Most local businesses have tried some form of lead generation - shared form leads, pay-per-click ads, or a marketing retainer. Each can work, but each makes you carry the risk and chase cold contacts. Pay per call is a fundamentally different trade: you pay for connected conversations, not for the chance of one.
The problem with shared form leads
Form leads are often sold to several businesses at once, go cold within minutes, and require you to chase people who may have moved on. You pay per lead regardless of whether anyone ever answers your follow-up. A pay-per-call customer, by contrast, is already on the phone, ready to talk.
The problem with pay-per-click
Clicks are not customers. You can spend a fortune sending people to your site and still get very few calls, because a click only means someone glanced - not that they were ready to act. With pay per call, the click, the visit, and the ad spend are our problem; you only ever pay when the phone actually rings.
The problem with retainers
A retainer charges you the same whether you get one call or one hundred. In a slow month you still pay full price. Pay per call ties your spend directly to results, so cost and revenue move together.
Where pay per call wins
It wins on intent, exclusivity, and risk. Calls come from people ready to buy, they are routed to you rather than shared with rivals, and you do not pay until a real call connects.
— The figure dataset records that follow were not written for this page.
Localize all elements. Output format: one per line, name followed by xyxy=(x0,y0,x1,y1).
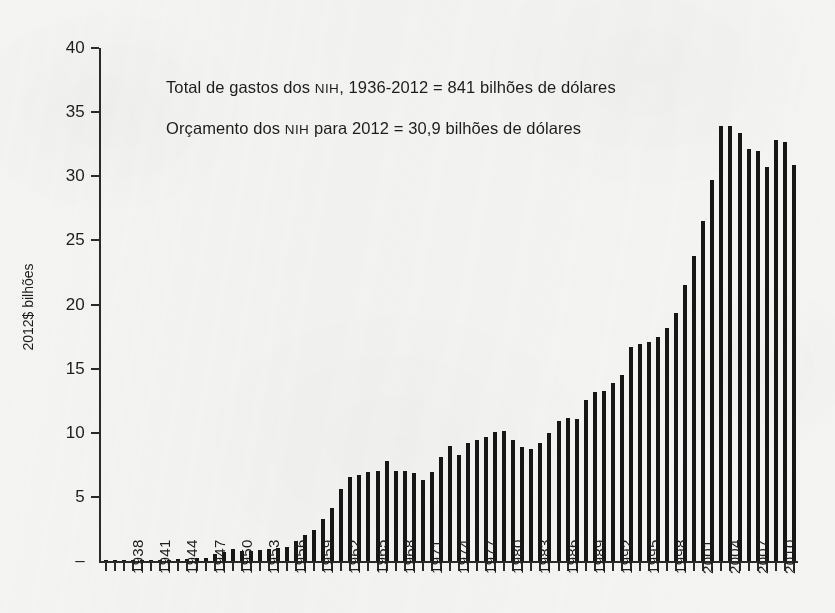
x-tick-mark-1962 xyxy=(340,563,342,571)
bar-1937 xyxy=(113,560,117,561)
x-tick-mark-1956 xyxy=(286,563,288,571)
x-tick-mark-1959 xyxy=(313,563,315,571)
x-tick-mark-2007 xyxy=(748,563,750,571)
x-tick-label-1965: 1965 xyxy=(374,539,389,574)
x-tick-mark-2001 xyxy=(693,563,695,571)
x-tick-mark-1977 xyxy=(476,563,478,571)
bar-2012 xyxy=(792,165,796,561)
bar-1999 xyxy=(674,313,678,561)
bar-1998 xyxy=(665,328,669,561)
bar-1995 xyxy=(638,344,642,561)
x-tick-mark-1995 xyxy=(639,563,641,571)
bar-1971 xyxy=(421,480,425,561)
bar-1953 xyxy=(258,550,262,561)
bar-2001 xyxy=(692,256,696,561)
x-tick-label-1983: 1983 xyxy=(537,539,552,574)
bar-1992 xyxy=(611,383,615,561)
bar-1936 xyxy=(104,560,108,561)
bar-1965 xyxy=(366,472,370,561)
x-tick-mark-1998 xyxy=(666,563,668,571)
bar-1986 xyxy=(557,421,561,561)
x-tick-label-1938: 1938 xyxy=(130,539,145,574)
bar-1983 xyxy=(529,449,533,561)
bar-2003 xyxy=(710,180,714,561)
bar-2009 xyxy=(765,167,769,561)
x-tick-label-1956: 1956 xyxy=(293,539,308,574)
annotation-total-suffix: , 1936-2012 = 841 bilhões de dólares xyxy=(339,78,616,96)
x-tick-mark-1947 xyxy=(205,563,207,571)
x-tick-mark-2010 xyxy=(775,563,777,571)
bar-1938 xyxy=(122,560,126,561)
x-tick-label-2004: 2004 xyxy=(727,539,742,574)
bar-1959 xyxy=(312,530,316,561)
x-tick-label-1974: 1974 xyxy=(456,539,471,574)
bar-2008 xyxy=(756,151,760,561)
x-tick-mark-1936 xyxy=(105,563,107,571)
x-tick-mark-1944 xyxy=(177,563,179,571)
bar-2010 xyxy=(774,140,778,561)
bar-1993 xyxy=(620,375,624,561)
x-tick-mark-1980 xyxy=(503,563,505,571)
bar-2011 xyxy=(783,142,787,561)
x-tick-mark-1986 xyxy=(558,563,560,571)
x-tick-mark-1937 xyxy=(114,563,116,571)
bar-2002 xyxy=(701,221,705,561)
bar-2007 xyxy=(747,149,751,561)
x-tick-label-1968: 1968 xyxy=(402,539,417,574)
x-tick-label-1977: 1977 xyxy=(483,539,498,574)
x-tick-mark-1971 xyxy=(422,563,424,571)
x-tick-mark-1992 xyxy=(612,563,614,571)
x-tick-mark-1968 xyxy=(395,563,397,571)
bar-1996 xyxy=(647,342,651,561)
x-tick-label-1998: 1998 xyxy=(673,539,688,574)
annotation-total-prefix: Total de gastos dos xyxy=(166,78,315,96)
x-tick-label-2001: 2001 xyxy=(700,539,715,574)
x-tick-label-1950: 1950 xyxy=(239,539,254,574)
annotation-budget-acronym: NIH xyxy=(285,122,309,137)
bar-1989 xyxy=(584,400,588,561)
x-tick-mark-1950 xyxy=(232,563,234,571)
x-tick-label-1992: 1992 xyxy=(619,539,634,574)
x-tick-label-1962: 1962 xyxy=(347,539,362,574)
bar-1944 xyxy=(176,559,180,561)
bar-1997 xyxy=(656,337,660,561)
bar-1956 xyxy=(285,547,289,561)
bar-1950 xyxy=(231,549,235,561)
annotation-budget-suffix: para 2012 = 30,9 bilhões de dólares xyxy=(309,119,581,137)
bar-1994 xyxy=(629,347,633,561)
x-tick-mark-1983 xyxy=(530,563,532,571)
bar-2006 xyxy=(738,133,742,561)
x-tick-label-1980: 1980 xyxy=(510,539,525,574)
bar-2004 xyxy=(719,126,723,561)
x-tick-label-1947: 1947 xyxy=(212,539,227,574)
bar-1990 xyxy=(593,392,597,561)
x-tick-mark-1953 xyxy=(259,563,261,571)
bar-1977 xyxy=(475,440,479,561)
bar-2000 xyxy=(683,285,687,561)
bar-1980 xyxy=(502,431,506,561)
x-tick-label-2010: 2010 xyxy=(782,539,797,574)
x-tick-mark-1938 xyxy=(123,563,125,571)
bar-1991 xyxy=(602,391,606,561)
annotation-budget-2012: Orçamento dos NIH para 2012 = 30,9 bilhõ… xyxy=(166,118,581,140)
x-tick-mark-2004 xyxy=(720,563,722,571)
bar-1968 xyxy=(394,471,398,561)
x-tick-label-2007: 2007 xyxy=(755,539,770,574)
x-tick-label-1986: 1986 xyxy=(565,539,580,574)
bar-1962 xyxy=(339,489,343,561)
bar-1974 xyxy=(448,446,452,561)
x-tick-label-1995: 1995 xyxy=(646,539,661,574)
x-tick-label-1959: 1959 xyxy=(320,539,335,574)
annotation-total-acronym: NIH xyxy=(315,81,339,96)
bar-1941 xyxy=(149,560,153,561)
x-tick-label-1953: 1953 xyxy=(266,539,281,574)
x-tick-mark-1941 xyxy=(150,563,152,571)
annotation-total-spending: Total de gastos dos NIH, 1936-2012 = 841… xyxy=(166,77,616,99)
plot-area: –510152025303540 2012$ bilhões 193819411… xyxy=(0,0,835,613)
annotation-budget-prefix: Orçamento dos xyxy=(166,119,285,137)
x-tick-label-1941: 1941 xyxy=(157,539,172,574)
chart-figure: –510152025303540 2012$ bilhões 193819411… xyxy=(0,0,835,613)
bar-2005 xyxy=(728,126,732,561)
x-tick-mark-1989 xyxy=(585,563,587,571)
x-tick-label-1944: 1944 xyxy=(184,539,199,574)
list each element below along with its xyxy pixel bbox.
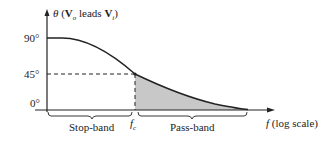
y-axis-arrow-icon xyxy=(45,9,50,16)
pass-band-shading xyxy=(135,74,248,110)
x-axis-label: f (log scale) xyxy=(266,118,318,129)
stop-band-label: Stop-band xyxy=(69,122,114,133)
fc-label: fc xyxy=(130,118,136,132)
x-axis-arrow-icon xyxy=(267,108,275,113)
tick-label-45: 45° xyxy=(24,69,39,80)
pass-band-label: Pass-band xyxy=(170,122,215,133)
stop-band-brace xyxy=(48,112,132,119)
fc-point xyxy=(133,72,136,75)
tick-label-90: 90° xyxy=(24,33,39,44)
pass-band-brace xyxy=(138,112,247,119)
tick-label-0: 0° xyxy=(30,98,40,109)
y-axis-label: θ (Vo leads Vi) xyxy=(53,8,118,22)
For a business that closes work over the phone, that is hard to beat.
The honest comparison: how it works, step by step
- List what you currently pay for: clicks, leads, or a retainer.
- Count how many turn into actual phone conversations.
- Compare that to paying only for connected, qualified calls.
- Decide how many calls per week you could comfortably handle.
- Start with pay per call - zero cost until the first call connects.